See What The Experts Say About Handling Conflict In Team Work

Austin Dang
Macaw Workflow Collection
3 min readJan 2, 2019

The below experiences were shared by Rajesh Bansal and Amr Kassem, the 2 professional and experienced project managers. We would like to say thank you to all the contributors for such valuable insights provided 😄.

Rajesh Bansal

About the interviewee: Rajesh Bansal is a professional project manager with 18 years of experiences in BASIX India and Compusoft Integrated Solutions Inc. (Visit Rajesh’s LinkedIn here).

In fast pace agile deliveries, I have experienced conflicts more as compared to traditional waterfall approach.

In my experience conflict resolution approach has been more individualistic to the conflict. The resolution approach varies based on conflict between who, conflict based on what and conflict based on how.

However, more than often, engaging the persons involved in the conflict has helped to resolve it faster.

For example: There have been cases of conflict between scrum team member and product owner, that were resolved by product demos or engaging them in discussion along with experts.

Conflicts between scrum team members on solutions approach / design were resolved by:

a) involving Product owner in some instances

b) in some instances, enforcing the design documents or solution framework.

Conflict based on results, rewards have been resolved through one to one discussions, sometimes through assertion of power, sometimes through rewards and even sometimes involving third person, has helped in easing the situation

In nutshell, each conflict is unique and is handled uniquely though under some generic guiding principles.

Photo by Chris Sabor on Unsplash

Amr Kassem

About the interviewee: Amr is a professional IT project manager, who started out as a developer (ITWorx INC.), moving on the Business Analysis area (in SunLife Financial and Underwriters Laborities), and finally working in the Project Management area of the industry.

Conflicts are actually quite simple, in my opinion, once you understand where they stem.

By definition, conflicts happen when 2 people are asking for different things and these cannot be completed at the same time.

A classical example, is that the business team is asking for a feature (or a fix) to present to an important client by a certain date (usually very close), while the development team is screaming that the timeline is not realistic.

From my experience, once you apply a critical path methodology to the situation above, and focus on which point exactly is the one that needs to be fixed/enhanced, the solution is actually very simple.

That big client demo where we were going to show them a big new feature can be replaced with screenshots or even static fields on a screen most of the time, just to get by.

Naturally, there needs to be a solid plan behind that, because smoke-and-mirrors can only get you so far.

You need solid deliveries if you intend to keep clients happy any length of time.

Share your thoughts and questions for the managers in the comment sections below. Contact us if you want to contribute your own experience to everybody in this community.

Sharing is learning. “The happiest people are those who are contributing to the society” — Ted Turner.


→ **TASK ITEM**
Whenever a line of the data below holds the string "salespersons", copy that line.
### DATA EXCERPTS ###
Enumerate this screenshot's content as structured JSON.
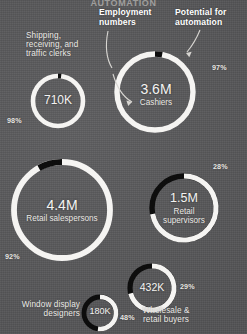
{
  "background_color": "#58585a",
  "arc_color_employment": "#f5f4f2",
  "arc_color_automation": "#0d0d0d",
  "title_partial": "AUTOMATION",
  "annotations": {
    "employment": "Employment\nnumbers",
    "employment_line1": "Employment",
    "employment_line2": "numbers",
    "automation": "Potential for\nautomation",
    "automation_line1": "Potential for",
    "automation_line2": "automation"
  },
  "chart_data": {
    "type": "pie",
    "title": "AUTOMATION",
    "legend": [
      "Employment numbers",
      "Potential for automation"
    ],
    "legend_position": "top",
    "unit": "percent of job automatable",
    "series": [
      {
        "name": "Shipping, receiving, and traffic clerks",
        "employment_label": "710K",
        "employment_value": 710000,
        "automation_pct": 98,
        "pct_label": "98%"
      },
      {
        "name": "Cashiers",
        "employment_label": "3.6M",
        "employment_value": 3600000,
        "automation_pct": 97,
        "pct_label": "97%"
      },
      {
        "name": "Retail salespersons",
        "employment_label": "4.4M",
        "employment_value": 4400000,
        "automation_pct": 92,
        "pct_label": "92%"
      },
      {
        "name": "Retail supervisors",
        "employment_label": "1.5M",
        "employment_value": 1500000,
        "automation_pct": 28,
        "pct_label": "28%"
      },
      {
        "name": "Wholesale & retail buyers",
        "employment_label": "432K",
        "employment_value": 432000,
        "automation_pct": 29,
        "pct_label": "29%"
      },
      {
        "name": "Window display designers",
        "employment_label": "180K",
        "employment_value": 180000,
        "automation_pct": 48,
        "pct_label": "48%"
      }
    ]
  },
  "donuts": {
    "clerks": {
      "number": "710K",
      "label_line1": "Shipping,",
      "label_line2": "receiving, and",
      "label_line3": "traffic clerks",
      "pct": "98%"
    },
    "cashiers": {
      "number": "3.6M",
      "label": "Cashiers",
      "pct": "97%"
    },
    "salespersons": {
      "number": "4.4M",
      "label": "Retail salespersons",
      "pct": "92%"
    },
    "supervisors": {
      "number": "1.5M",
      "label_line1": "Retail",
      "label_line2": "supervisors",
      "pct": "28%"
    },
    "buyers": {
      "number": "432K",
      "label_line1": "Wholesale &",
      "label_line2": "retail buyers",
      "pct": "29%"
    },
    "designers": {
      "number": "180K",
      "label_line1": "Window display",
      "label_line2": "designers",
      "pct": "48%"
    }
  }
}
###
→ **WRITTEN SOLUTION**
        "name": "Retail salespersons",
    "salespersons": {
      "label": "Retail salespersons",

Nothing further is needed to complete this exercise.